Healthcare AI Is Growing Up: 3 Signals from HIMSS 2026
Health
March 30, 2026
Mariana Carta
If the past few years of healthcare conferences have been about possibility, the 2026 HIMSS Global Health Conference made one thing clear: the conversation has shifted to performance.
The conference, held in Las Vegas, brought together more than 24,000 healthcare leaders, professionals and innovators. And across sessions and conversations, the focus has clearly moved from what AI could do to scrutiny around what it’s actually delivering.
1. The shift from generative to agentic AI is where things get real
“First it was predictive AI, then generative AI, now it’s agentic AI,” said John Halamka, MD, executive director of the Mayo Clinic Platform and opening keynote speaker.
That evolution was front and center at HIMSS. Healthcare systems are now using AI to automate complex, multi-step workflows, marking a shift from tools that generate content to systems that act.
Much of this progress is happening on the administrative side. At Cambridge Health Alliance, for example, AI agents are answering phone calls and routine questions in multiple languages. The result: reduced burden and lower burnout for administrative staff, and smoother patient experience.
At the same time, there’s clear alignment that AI has limits. Speakers consistently emphasized the irreplaceable role of human expertise in clinical decision-making and patient care.
2. “Show me the receipts” is the new standard for AI
After years of investment and experimentation, healthcare leaders are demanding proof. If it doesn’t drive measurable outcomes, it doesn’t make the cut.
Organizations are evaluating AI through a sharper lens – cost reduction, operational efficiency, workforce impact and clinical outcomes. And in a market where affordability is under constant pressure, that bar is only getting higher.
3. Risk management needs to keep pace with innovation
As AI capabilities and integration across health systems grow, so does the need for oversight. HIMSS 2026 highlighted a clear tension: organizations want to move fast, but they can’t afford to get it wrong.
AI governance is still evolving, but it’s quickly becoming a top priority. Cybersecurity remains a major concern. A recent Cohesity report found that while 49% of healthcare leaders feel confident in their organization’s security strategy, 94% have paid a ransom following a cyberattack.
As AI systems increasingly access and act on sensitive patient data, the stakes only rise. Security and innovation must advance together to protect patient data and maintain trust.
Putting it into practice for healthcare leaders:
- If you can’t prove it, it’s tough to promote it. With few exceptions for large-scale announcements, “we launched” isn’t a story anymore. What gets attention is results. Focus on proof points that show how your organization is tackling healthcare’s biggest challenges – affordability, workforce pressures and access.
- Trust isn’t a given – it’s a deliverable. The faster organizations push AI forward, the more scrutiny follows. Governance, oversight and data protection can’t sit in the background. Equip stakeholders with clear, credible language that demonstrates how AI is being implemented responsibly.
- Your cybersecurity strategy is probably outdated. AI doesn’t just introduce new tools, it changes how data is accessed, how decisions are made, and how risk moves through the system. If your security narrative hasn’t evolved, it’s already behind.
- Stop telling AI-first stories. Tell human-impact stories. No one is buying technology for technology’s sake. The narratives that land show how clinicians get time back, staff burnout is reduced and patients move through the system more easily. AI is the mechanism, not the hero.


▶ WHAT YOU HAVE TO DO
Collect all lines containing the word "item" from the data.

▶ GIVEN ENTRIES
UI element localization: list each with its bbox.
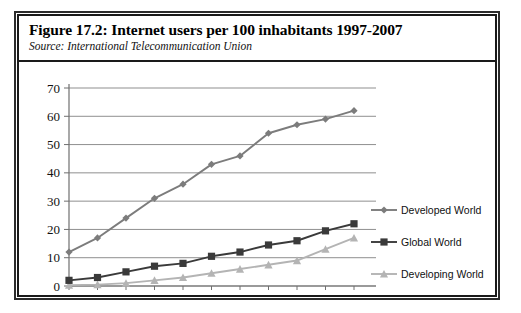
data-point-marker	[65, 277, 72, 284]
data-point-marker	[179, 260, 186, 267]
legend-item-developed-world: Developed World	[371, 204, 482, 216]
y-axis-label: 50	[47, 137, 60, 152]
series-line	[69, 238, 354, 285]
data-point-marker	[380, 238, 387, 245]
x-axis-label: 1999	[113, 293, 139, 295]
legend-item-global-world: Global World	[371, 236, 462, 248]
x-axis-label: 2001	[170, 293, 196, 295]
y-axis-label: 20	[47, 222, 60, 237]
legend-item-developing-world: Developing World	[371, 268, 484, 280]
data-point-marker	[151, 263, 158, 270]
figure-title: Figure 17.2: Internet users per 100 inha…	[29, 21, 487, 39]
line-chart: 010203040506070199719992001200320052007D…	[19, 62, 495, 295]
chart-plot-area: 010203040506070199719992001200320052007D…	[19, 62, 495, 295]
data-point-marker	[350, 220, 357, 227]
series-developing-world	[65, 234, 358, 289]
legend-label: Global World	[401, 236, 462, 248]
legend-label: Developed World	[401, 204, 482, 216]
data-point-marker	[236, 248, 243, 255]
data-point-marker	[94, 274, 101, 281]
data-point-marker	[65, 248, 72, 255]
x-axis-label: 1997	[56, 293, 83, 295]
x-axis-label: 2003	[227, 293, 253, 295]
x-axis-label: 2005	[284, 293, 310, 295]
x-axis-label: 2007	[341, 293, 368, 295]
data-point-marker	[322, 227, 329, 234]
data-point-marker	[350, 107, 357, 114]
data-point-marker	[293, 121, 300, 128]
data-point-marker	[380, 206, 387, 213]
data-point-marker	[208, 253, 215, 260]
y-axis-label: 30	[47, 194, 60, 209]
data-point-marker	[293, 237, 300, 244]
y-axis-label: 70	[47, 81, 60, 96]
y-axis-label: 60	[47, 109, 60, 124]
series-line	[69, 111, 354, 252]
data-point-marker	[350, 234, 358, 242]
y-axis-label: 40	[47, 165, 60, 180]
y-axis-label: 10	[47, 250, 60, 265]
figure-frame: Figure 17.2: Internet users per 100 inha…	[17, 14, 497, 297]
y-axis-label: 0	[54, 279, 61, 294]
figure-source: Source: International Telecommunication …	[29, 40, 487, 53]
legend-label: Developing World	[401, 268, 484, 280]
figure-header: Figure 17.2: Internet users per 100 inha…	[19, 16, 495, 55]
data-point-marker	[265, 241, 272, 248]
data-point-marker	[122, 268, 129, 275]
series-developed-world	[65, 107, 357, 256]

▶ SOLUTION
legend-item-developed-world: Developed World	[371, 204, 482, 216]
legend-item-global-world: Global World	[371, 236, 462, 248]
legend-item-developing-world: Developing World	[371, 268, 484, 280]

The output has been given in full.